Let A = Area between the 45 degree line and the Lorenz curve, and A + B denote the area of the
triangle. Then G = Gini coefficient = A/(A + B). It measures the degree of inequality. By
construction 0 < G < 1.
4
3. Consider the Per capita Income distribution shown in the table. Is that distribution more, or less
equal than Household Income distribution? Defend your answer.
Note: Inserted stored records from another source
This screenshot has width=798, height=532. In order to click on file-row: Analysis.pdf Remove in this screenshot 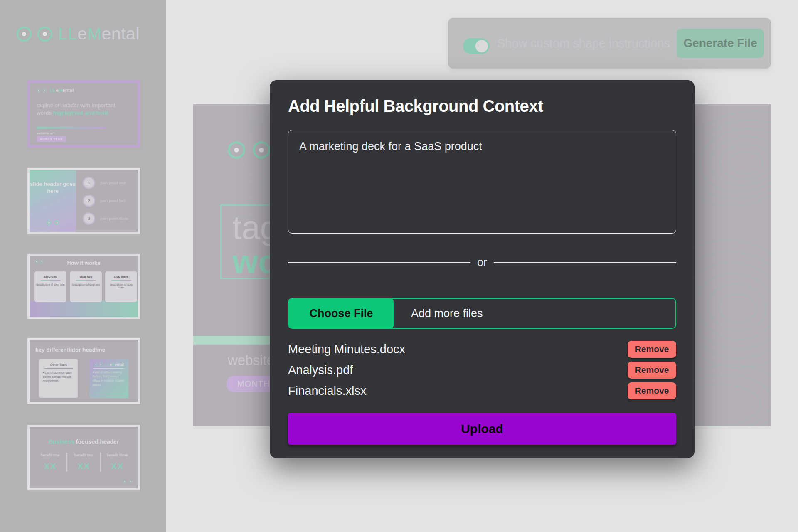, I will do `click(482, 370)`.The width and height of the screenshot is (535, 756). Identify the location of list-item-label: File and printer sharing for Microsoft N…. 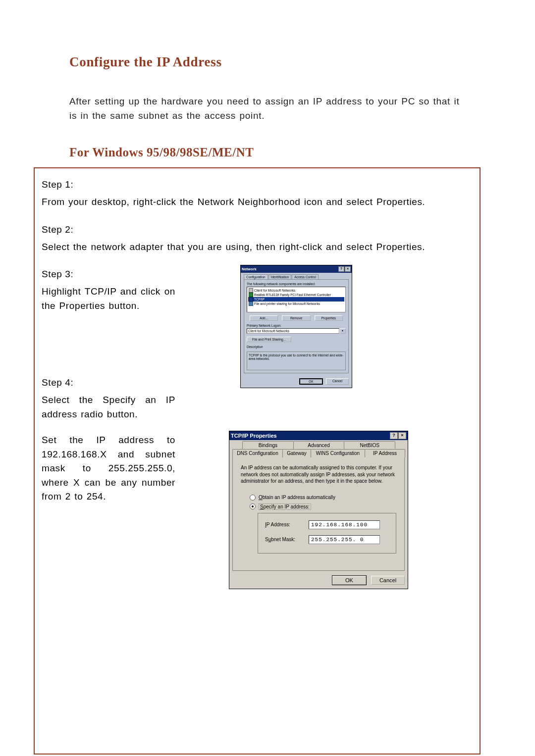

More equal, because the Cum. Share of Per Capita Income ≥ the Cum. Share of HH Income at
every quintile.
Lorenz Curves (LCs)
1
0,9
Share of income
0,8
0,7
0,6
0,5
0,4
0,3
0,2
0,1
0
0
0,2
0,4
0,6
0,8
Share of households/individuals
1
Perf ect Equality Lorenz Curve (45 degree)
LC f or household income
LC f or per capita income
4. Use a separate graph to sketch a log-normal earnings distribution. Is this distribution consistent
with the income distribution data from Turkey? From the USA?
A log-normal earnings distribution is left-skewed (has a long right tail).
For the data from Turkey shown in class, “log-normal” appears to be a good description. See
below.
Daily earnings in Turkey (TLx1000), 1988
Fraction
.2
.1
0
0
10
20
30
gucrety
See Borjas, Figure 7-1 for the U.S. version.
(Statistical definition: A random variable W has the log-normal distribution if log-W has a normal
distribution.)
5. Why does the typical earnings distribution have a long right tail? Discuss.
Higher ability people are more likely to invest in higher levels of education, and post-school
investments are higher at higher levels of education. Both of these factors result in a distribution
which is skewed to the right. Also, the superstar phenomenon (whereby a handful of famous
people dominate the pay scales in every field) and tournament model (or other incentive based) pay
scales stretch the right tail further.